‘’If you’re the smartest person in the room, you’re in
the wrong room’’
----Marissa Mayer
Jelani Aliyu is the Nigerian with
design skills wonderful enough to have crafted the 2007-unveiled Chevrolet Volt
for American auto powerhouse, General Motors—a company he joined after creative
design studies in Detroit. This feat by the Kaduna State born Nigerian covered the globe, and
recently the government of Aliyu’s
fatherland, headed by President Muhammadu Buhari has announced a heightened (he was
named member of the order of the federal republic, MFR, in 2012) recognition of the creative skills of their kinsman by
naming him a director-general to oversee
the responsibilities of the Nigerian Automotive Design and Development Council
(NADDC)---a governmental body to craft needed policies aimed at developing its
local auto industry.
To every well-meaning African, this
is a more-than well-deserved appointment and so it’s been kudos to Aliyu since
the time of the announcement. However, consistent with the very high standards
of performance we promote here, one cannot help but take yet another look at
this offer to Aliyu. Our worry is not on the genuineness of the intent behind
the appointment, but that of Aliyu’s acceptance. Ordinarily, and for majority
of human beings on earth, the world is one huge civic studies classroom where
patriotism and the love for fatherland should trump and guide one’s ultimate
life choices and decisions. Aliyu, after
attaining such an enviable height, outside the shores of his birth country,
should therefore come home to ‘’help grow’’ his fatherland.
If the South African born
entrepreneur, Elon Musk, was a good beneficiary of this civic studies lesson he
probably should have moved Tesla and Spacex to Pretoria, Cape Town, or
Bloemfontein (South Africa’s capital cities). Accordingly, the late C. K
Prahalad (1941—2010) of the Ross School of Business, University of Michigan,
Nitin Nohria, and Rakesh Khurana of the
Harvard Business School; Satya Nadella(Microsoft’s
CEO) and Sundar Pichai (Googles Inc CEO); all of Indian origin certainly did fail their civic studies examinations otherwise what are all of
them still doing in the United States (working for American organisations)?
It is not that ‘’serving’’ or
‘’helping’’ to grow one’s fatherland is a wrong thing to do; it is simply that
only those who continually strive to grow are better situated to competitively
grow their fatherland. My one question, then, is, ‘’is Aliyu coming to Nigeria
on retirement’’? Will leaving General Motors for his Nigerian job grow or take
away from his already acquired design skills? If it is merely to help craft
auto development and design policies for Nigeria (which for the most part will
amount to compiling a catalogue) will it not be better for him to remain with
General Motors and do this on advisory basis or better still outrightly reject
the appointment?
For super talented people like Aliyu,
they move from one organisation to another because they are getting bored with
their former organisation due to new directions/policies that demotivate them
or that their former roles no longer satisfy their hunger for better
challenging tasks and responsibilities. In either case they primarily seek for
a ‘’culture-fit’’ before the movement; and this they understand as the degree
to which they seamlessly mesh with the (new) organisation’s direction
(mission/vision), and the team of other associates.
One thing these super talented people all know
is that the character of super performance embedded in their beings can only
bring about best results when this character gets challenged alongside their
types. For instance, when Franz von Holzhausen, Tesla’s design chief joined Tesla(the
world’s most innovative electric carmaker) in 2008 he was fascinated by its
mission ,’’To accelerate the world’s transition to electric vehicles’’---one
that was not caused to be as real for all his years at Volkswagen, General
Motors, and Mazda (before coming over to Tesla). In an interview with Green Car Design, he spoke of his boss
thus, ‘’the thing about Elon is he is a physicist and engineer, and his best
thinking centres around innovation. What he is---is approachable. At the end of
the day he realizes that a good design is essential to connecting with
consumers and he wants to succeed in that….he empowers us and he has a firm
side too’’.
If Aliyu’s coming to Nigeria was to
join an ambitious local carmaker to help make globally competitive cars through
design that would have been a plus both to the growth of his skills and the
country, to the extent his presence could attract other needed A+ talents in
the industry. I do not see his new job
as capable of doing this not because I am a pessimist but because Nigeria’s auto-industry
lacks the kind of entrepreneurship that will bring out the best in Aliyu,
unless he decides to become that needed entrepreneur.
Aliyu knows better than many
outsiders of the industry that Ford Motors and General Motors (the one he
designed for) were better placed in terms of financial power and size of
business than Tesla to influencing auto industry policies in the United States.
He also knows that such policies never created Tesla, and they never created
the Mercedes brand. Again, what is Jelani Aliyu coming to do in Nigeria as the
DG of NADDC? Only Aliyu, and time will tell.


__Task directions__
Please restate all of the records word for word, setting the pictures aside.

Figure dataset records
────────────────
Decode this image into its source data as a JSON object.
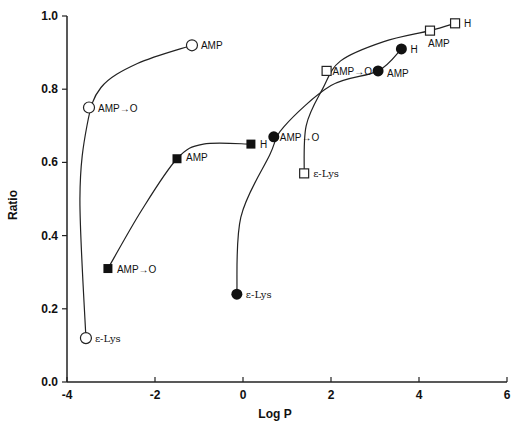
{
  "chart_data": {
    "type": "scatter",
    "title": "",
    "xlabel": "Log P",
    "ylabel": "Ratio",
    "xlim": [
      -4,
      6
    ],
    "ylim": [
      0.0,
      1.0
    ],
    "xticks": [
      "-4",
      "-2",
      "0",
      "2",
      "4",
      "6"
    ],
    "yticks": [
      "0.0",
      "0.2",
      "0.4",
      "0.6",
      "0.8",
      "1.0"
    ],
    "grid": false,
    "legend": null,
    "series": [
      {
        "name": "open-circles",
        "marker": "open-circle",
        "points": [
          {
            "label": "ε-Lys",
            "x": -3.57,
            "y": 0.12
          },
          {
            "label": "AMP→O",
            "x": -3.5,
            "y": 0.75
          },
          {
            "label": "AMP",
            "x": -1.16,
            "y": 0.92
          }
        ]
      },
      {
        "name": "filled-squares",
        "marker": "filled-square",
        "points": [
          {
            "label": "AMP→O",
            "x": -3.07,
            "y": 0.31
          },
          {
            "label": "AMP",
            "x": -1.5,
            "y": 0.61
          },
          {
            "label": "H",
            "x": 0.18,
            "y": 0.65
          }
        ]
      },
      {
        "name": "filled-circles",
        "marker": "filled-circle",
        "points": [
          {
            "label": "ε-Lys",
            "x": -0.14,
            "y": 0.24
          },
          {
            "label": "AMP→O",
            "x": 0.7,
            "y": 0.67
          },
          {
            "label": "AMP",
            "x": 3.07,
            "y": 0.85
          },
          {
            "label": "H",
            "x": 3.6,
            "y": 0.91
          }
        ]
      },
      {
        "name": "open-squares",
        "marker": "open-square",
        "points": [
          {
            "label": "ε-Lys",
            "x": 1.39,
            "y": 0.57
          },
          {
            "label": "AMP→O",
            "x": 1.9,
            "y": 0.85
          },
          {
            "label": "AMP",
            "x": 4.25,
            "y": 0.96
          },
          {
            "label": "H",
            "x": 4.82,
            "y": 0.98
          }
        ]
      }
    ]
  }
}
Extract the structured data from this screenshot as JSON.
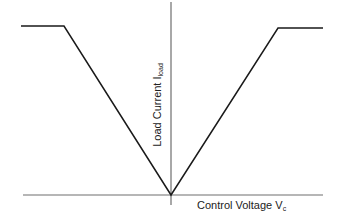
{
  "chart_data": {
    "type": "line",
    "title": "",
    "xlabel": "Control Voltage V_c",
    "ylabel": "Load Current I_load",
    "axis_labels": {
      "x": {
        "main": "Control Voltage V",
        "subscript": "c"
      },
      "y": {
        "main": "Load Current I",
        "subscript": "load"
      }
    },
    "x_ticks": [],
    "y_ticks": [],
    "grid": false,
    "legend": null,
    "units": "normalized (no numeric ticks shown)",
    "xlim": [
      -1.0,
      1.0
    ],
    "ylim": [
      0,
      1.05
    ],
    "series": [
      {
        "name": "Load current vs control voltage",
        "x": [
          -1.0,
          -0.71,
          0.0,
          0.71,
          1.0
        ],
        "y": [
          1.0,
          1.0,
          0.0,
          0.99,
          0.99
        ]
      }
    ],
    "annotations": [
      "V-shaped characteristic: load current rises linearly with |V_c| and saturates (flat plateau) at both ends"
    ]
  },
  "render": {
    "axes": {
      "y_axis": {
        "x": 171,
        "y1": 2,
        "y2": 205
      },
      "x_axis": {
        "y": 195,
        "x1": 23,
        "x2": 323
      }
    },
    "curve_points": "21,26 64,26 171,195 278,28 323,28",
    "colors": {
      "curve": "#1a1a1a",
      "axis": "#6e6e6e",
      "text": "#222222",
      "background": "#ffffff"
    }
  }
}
────────────────
__Answer for this exercise__
Decode this image into its source data as a JSON object.
{
  "chart_data": {
    "type": "scatter",
    "title": "",
    "xlabel": "Log P",
    "ylabel": "Ratio",
    "xlim": [
      -4,
      6
    ],
    "ylim": [
      0.0,
      1.0
    ],
    "xticks": [
      "-4",
      "-2",
      "0",
      "2",
      "4",
      "6"
    ],
    "yticks": [
      "0.0",
      "0.2",
      "0.4",
      "0.6",
      "0.8",
      "1.0"
    ],
    "grid": false,
    "legend": null,
    "series": [
      {
        "name": "open-circles",
        "marker": "open-circle",
        "points": [
          {
            "label": "ε-Lys",
            "x": -3.57,
            "y": 0.12
          },
          {
            "label": "AMP→O",
            "x": -3.5,
            "y": 0.75
          },
          {
            "label": "AMP",
            "x": -1.16,
            "y": 0.92
          }
        ]
      },
      {
        "name": "filled-squares",
        "marker": "filled-square",
        "points": [
          {
            "label": "AMP→O",
            "x": -3.07,
            "y": 0.31
          },
          {
            "label": "AMP",
            "x": -1.5,
            "y": 0.61
          },
          {
            "label": "H",
            "x": 0.18,
            "y": 0.65
          }
        ]
      },
      {
        "name": "filled-circles",
        "marker": "filled-circle",
        "points": [
          {
            "label": "ε-Lys",
            "x": -0.14,
            "y": 0.24
          },
          {
            "label": "AMP→O",
            "x": 0.7,
            "y": 0.67
          },
          {
            "label": "AMP",
            "x": 3.07,
            "y": 0.85
          },
          {
            "label": "H",
            "x": 3.6,
            "y": 0.91
          }
        ]
      },
      {
        "name": "open-squares",
        "marker": "open-square",
        "points": [
          {
            "label": "ε-Lys",
            "x": 1.39,
            "y": 0.57
          },
          {
            "label": "AMP→O",
            "x": 1.9,
            "y": 0.85
          },
          {
            "label": "AMP",
            "x": 4.25,
            "y": 0.96
          },
          {
            "label": "H",
            "x": 4.82,
            "y": 0.98
          }
        ]
      }
    ]
  }
}
Extract the structured data from this screenshot as JSON.
{
  "chart_data": {
    "type": "line",
    "title": "",
    "xlabel": "Control Voltage V_c",
    "ylabel": "Load Current I_load",
    "axis_labels": {
      "x": {
        "main": "Control Voltage V",
        "subscript": "c"
      },
      "y": {
        "main": "Load Current I",
        "subscript": "load"
      }
    },
    "x_ticks": [],
    "y_ticks": [],
    "grid": false,
    "legend": null,
    "units": "normalized (no numeric ticks shown)",
    "xlim": [
      -1.0,
      1.0
    ],
    "ylim": [
      0,
      1.05
    ],
    "series": [
      {
        "name": "Load current vs control voltage",
        "x": [
          -1.0,
          -0.71,
          0.0,
          0.71,
          1.0
        ],
        "y": [
          1.0,
          1.0,
          0.0,
          0.99,
          0.99
        ]
      }
    ],
    "annotations": [
      "V-shaped characteristic: load current rises linearly with |V_c| and saturates (flat plateau) at both ends"
    ]
  },
  "render": {
    "axes": {
      "y_axis": {
        "x": 171,
        "y1": 2,
        "y2": 205
      },
      "x_axis": {
        "y": 195,
        "x1": 23,
        "x2": 323
      }
    },
    "curve_points": "21,26 64,26 171,195 278,28 323,28",
    "colors": {
      "curve": "#1a1a1a",
      "axis": "#6e6e6e",
      "text": "#222222",
      "background": "#ffffff"
    }
  }
}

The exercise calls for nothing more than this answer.